In comparison with current eradication efforts that call for aerial spraying, opium licensing in Afghanistan is a win-win solution. While it is impossible to stop all the erosion into the illegal market, it would see a vast improvement from the current 100 percent [of the crop] going into the illegal market. Not only has the current poppy eradication in Afghanistan been ineffective, it has robbed a few farmers of their sole source of income. The Taliban has used eradication efforts to their advantage, offering protection to farmers and gaining popularity.
Despite the UN, the U.S., and their supporters saying the demand for morphine has reached a saturation point in the world, there is a huge unmet demand of about two thousand tons. That is deliberately not recognized. If it was not so, why has Britain, since last year, started to cultivate its own opium? [Britain began cultivating poppies on British soil to combat a diamorphine shortage (DailyMail).]
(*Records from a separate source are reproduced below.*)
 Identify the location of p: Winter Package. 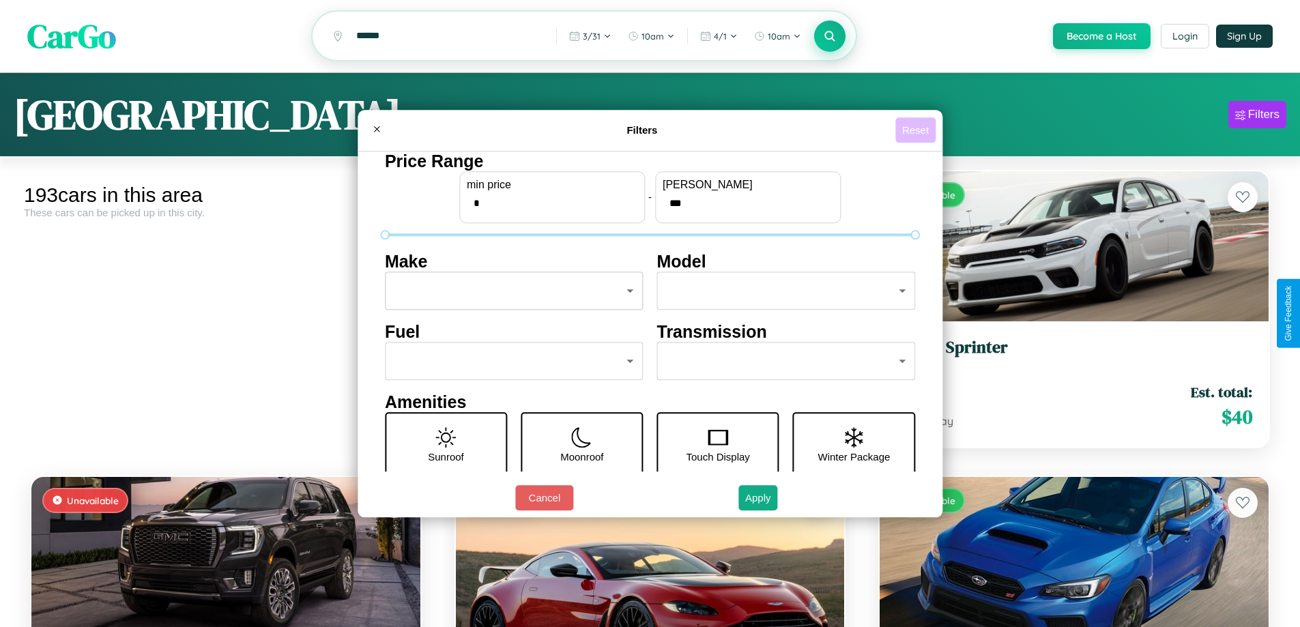
(854, 457).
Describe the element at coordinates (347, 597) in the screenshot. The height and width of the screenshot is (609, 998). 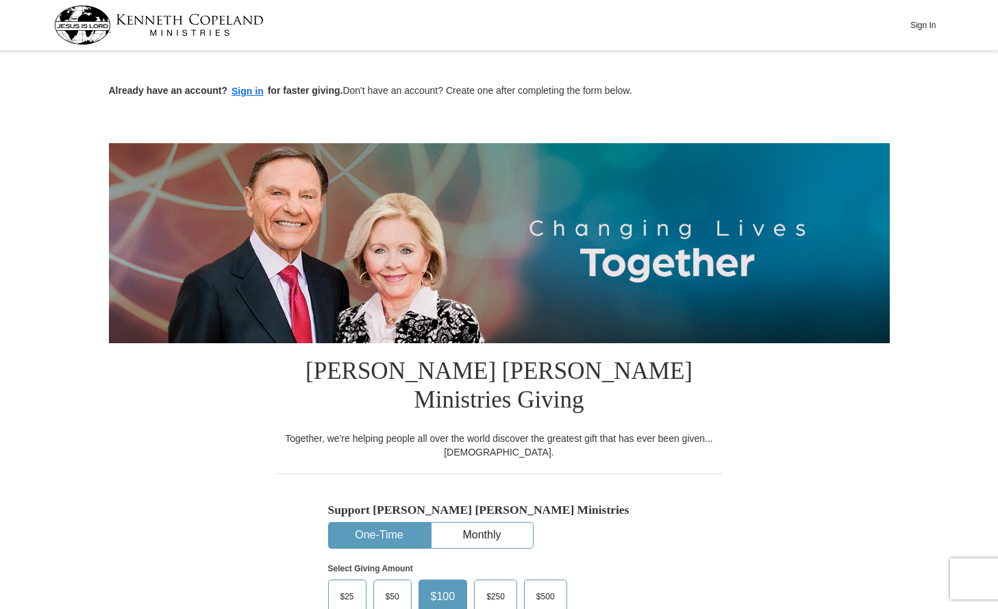
I see `span: $25` at that location.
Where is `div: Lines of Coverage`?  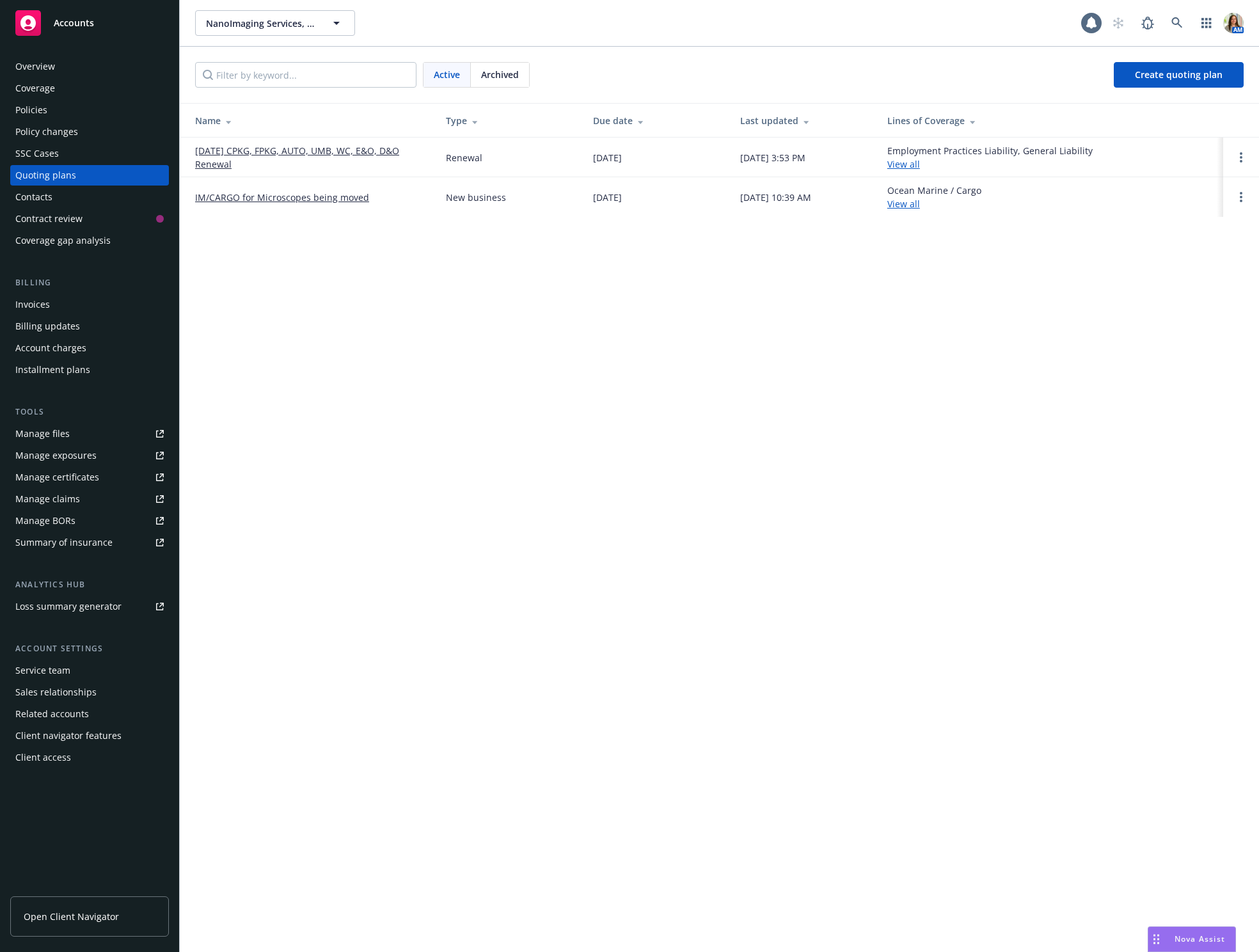 div: Lines of Coverage is located at coordinates (1050, 120).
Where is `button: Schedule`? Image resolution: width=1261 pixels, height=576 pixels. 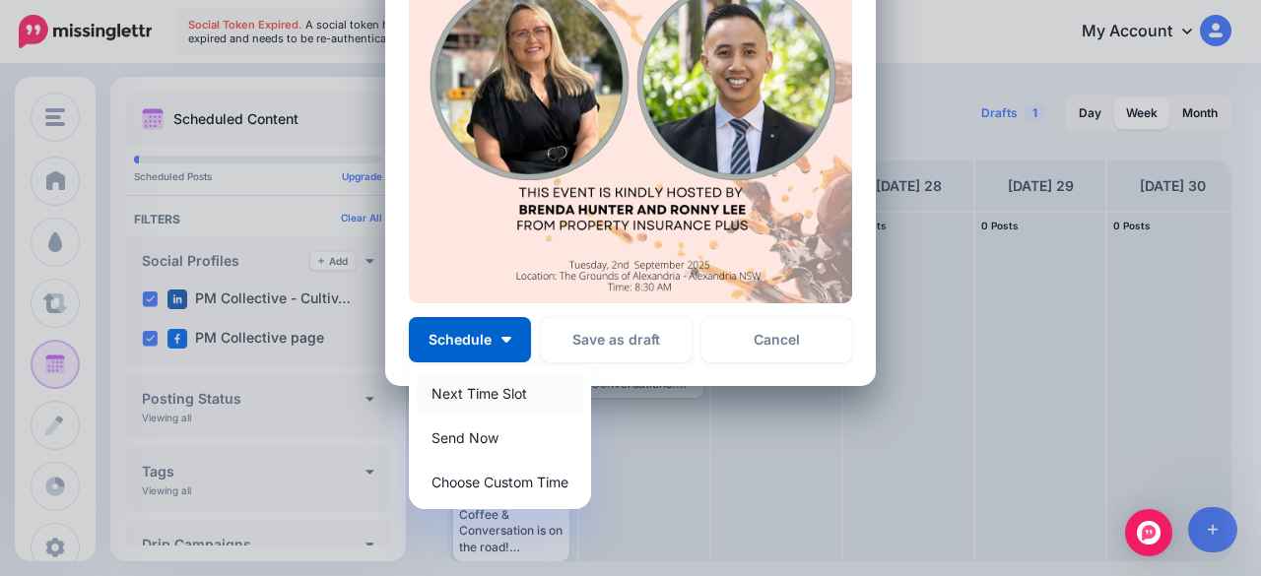 button: Schedule is located at coordinates (470, 340).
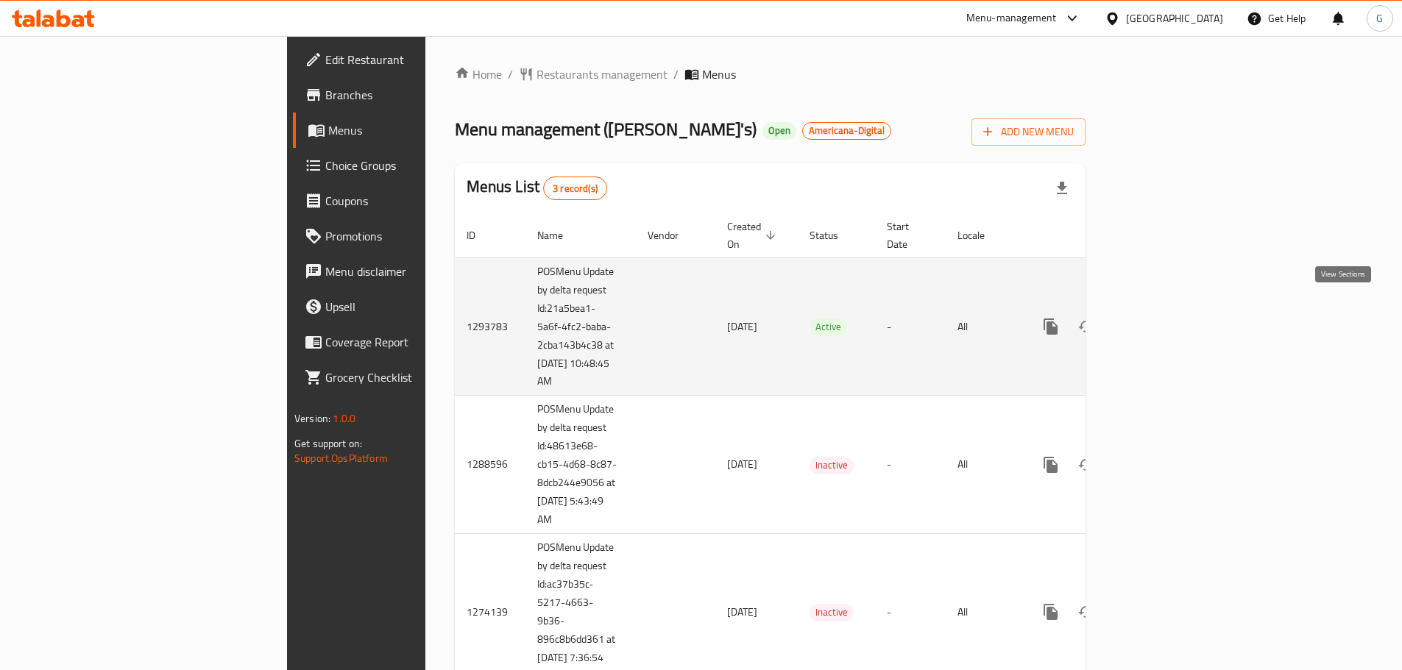  What do you see at coordinates (407, 166) in the screenshot?
I see `a: Choice Groups` at bounding box center [407, 166].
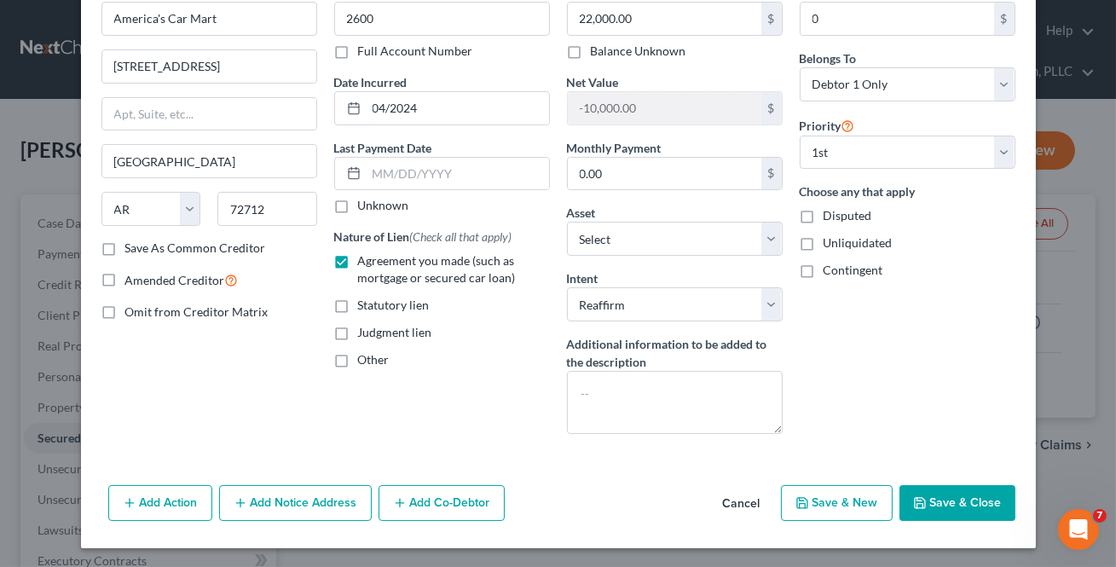  I want to click on label: Additional information to be added to the description, so click(674, 353).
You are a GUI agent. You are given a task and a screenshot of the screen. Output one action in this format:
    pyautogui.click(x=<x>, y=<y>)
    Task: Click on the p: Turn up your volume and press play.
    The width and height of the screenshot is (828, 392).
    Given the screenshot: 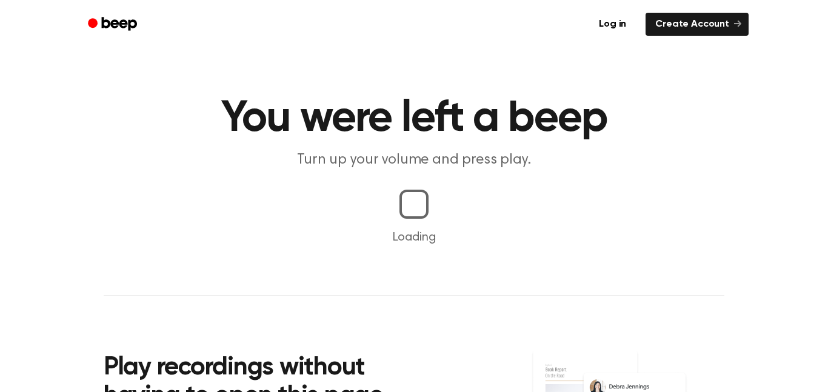 What is the action you would take?
    pyautogui.click(x=414, y=160)
    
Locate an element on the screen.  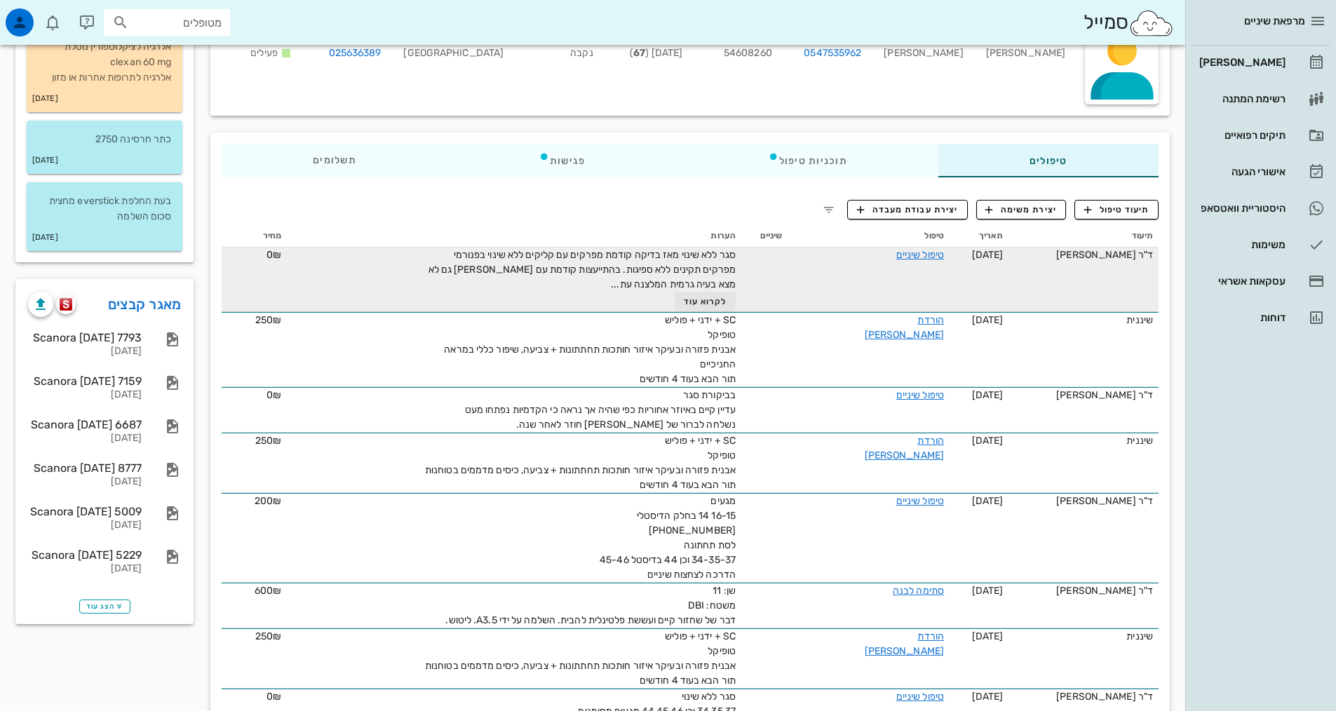
a: 025636389 is located at coordinates (355, 53).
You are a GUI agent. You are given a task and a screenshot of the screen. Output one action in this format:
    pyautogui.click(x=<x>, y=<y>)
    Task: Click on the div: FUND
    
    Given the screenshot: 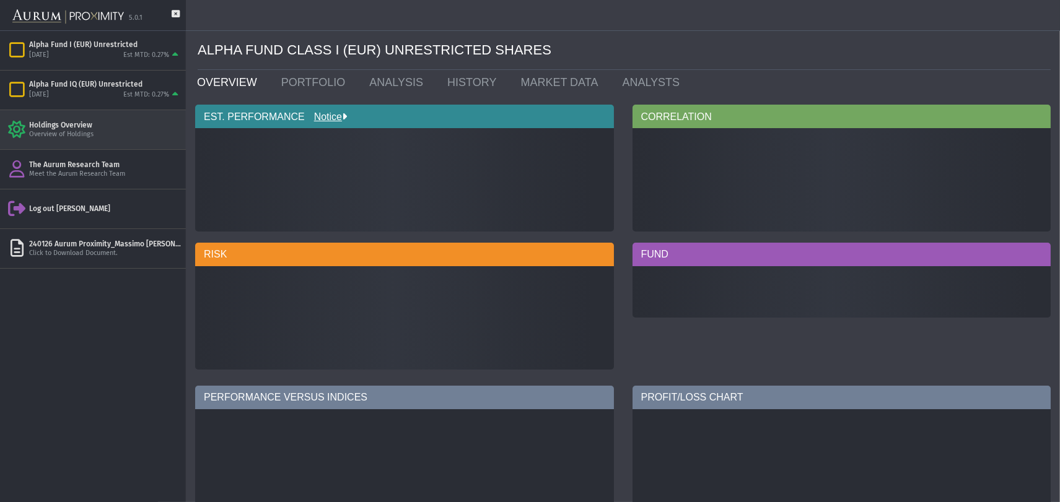 What is the action you would take?
    pyautogui.click(x=842, y=255)
    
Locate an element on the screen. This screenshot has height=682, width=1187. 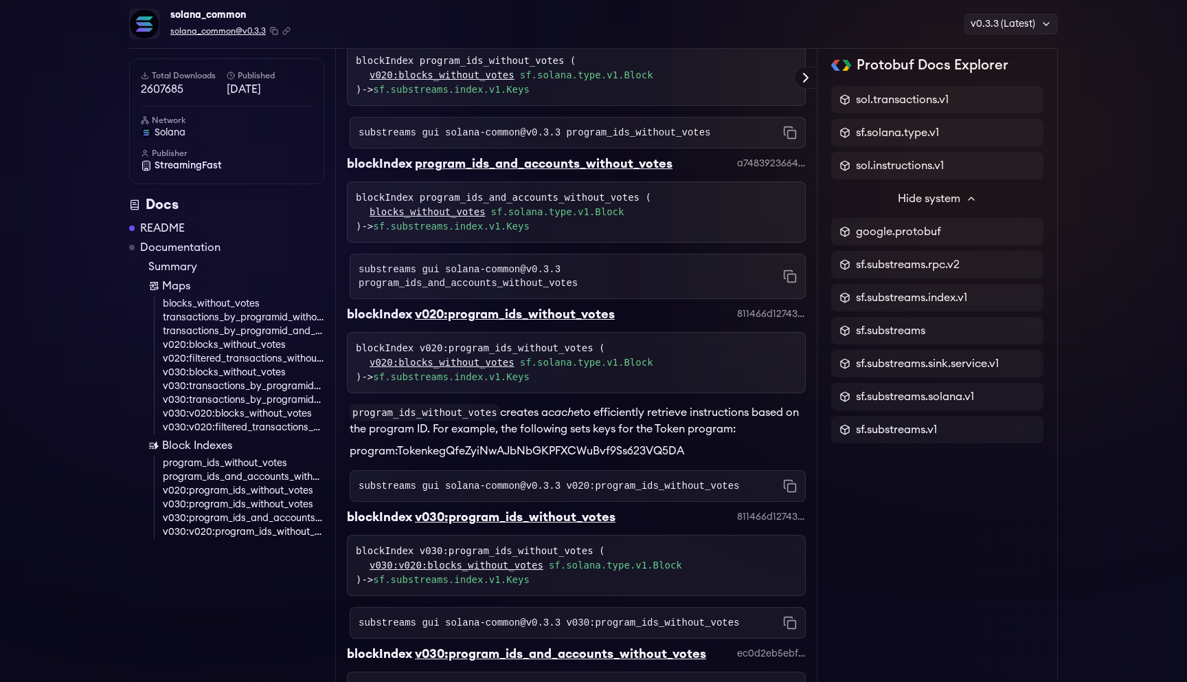
a: v030:transactions_by_programid_and_account_without_votes is located at coordinates (243, 400).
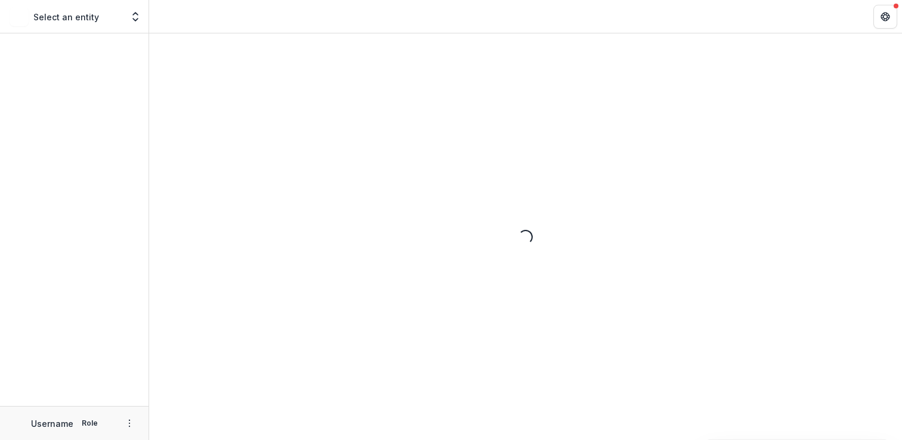 This screenshot has width=902, height=440. Describe the element at coordinates (52, 423) in the screenshot. I see `p: Username` at that location.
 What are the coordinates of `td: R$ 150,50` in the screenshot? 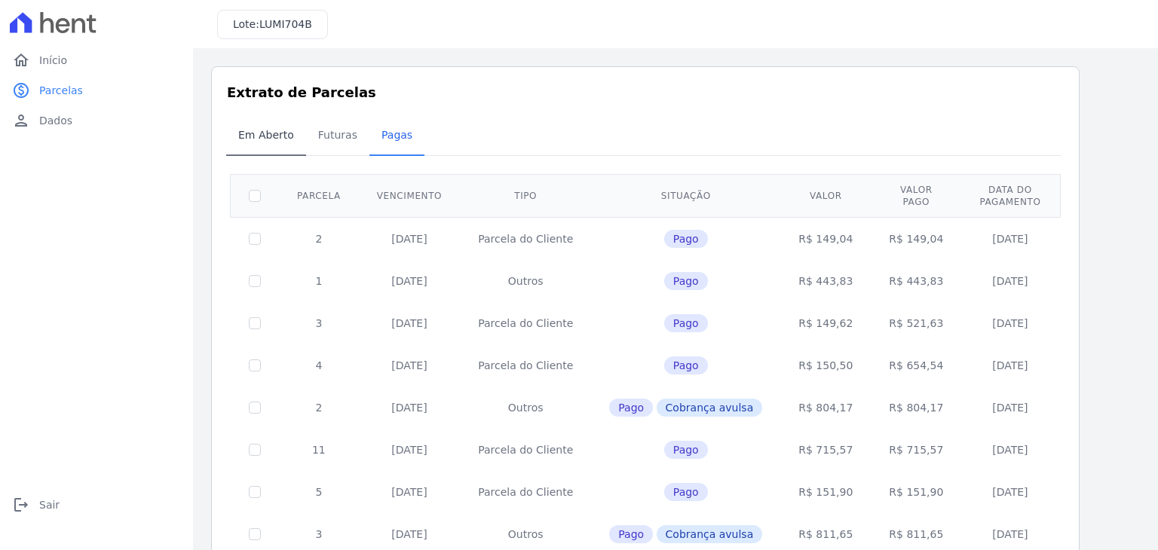 It's located at (825, 366).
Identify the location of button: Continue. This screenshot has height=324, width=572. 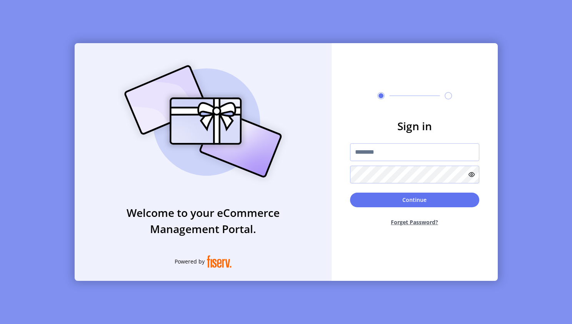
(415, 200).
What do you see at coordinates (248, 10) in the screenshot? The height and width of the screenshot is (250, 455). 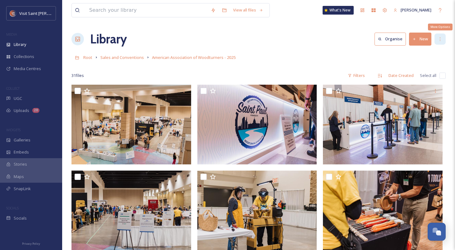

There is only one problem that I can see, which is that this scheme will not cover all those concerned in cultivating opium illicitly. About six thousand tons of opium is produced illicitly in Afghanistan. According to this [Senlis] project, they will produce two thousand tons at most. What happens to the other farmers? They will have to be subdued by the same corrupt and inefficient narcotic agencies that are the eye and arm of the present government.
Why are people so against licensing opium production in Afghanistan, other than the U.S. stance that there is not enough morphine demand? What’s the block here?
The money being made out of enforcement. Last year they spent $700 million on enforcement and the results were nothing. It’s a very easy way of funding a contractual system. That’s my way of looking at it. Apart from that, [some think] that enforcement is all, that it’s the only way to answer the illicit cultivation; whereas, it hasn’t succeeded anywhere. There was the thought that in Burma, [drug trafficking] was under control, but this year a report (PDF) says that there has been a tremendous increase in Burma also. You know, this mind-set has to be changed because here, year after year we are seeing dismal failure in eradication and enforcement of narcotic trafficking, yet nothing is happening. They don’t want to see anything new, test out new ideas.
You mentioned earlier that India was facing a heroin problem, and the heroin problem was coming from Afghanistan. What have the efforts been to stop illegal heroin trafficking over the border, and how do you see this proposal fitting in with that?
If it is legalized, the heroin that is trickling across the border will lessen. India, they’ve got [defense] at the border, but yet it is coming through. The most encouraging sign is that this year, till now, more than one thousand kilos have been seized at the border and all this is Afghan opium. Last year, the seizures for the same nine months were just about two hundred kilos. So it is actually a sign that the enforcement agencies are active, or that such a lot of it is coming through, that some amount is being seized.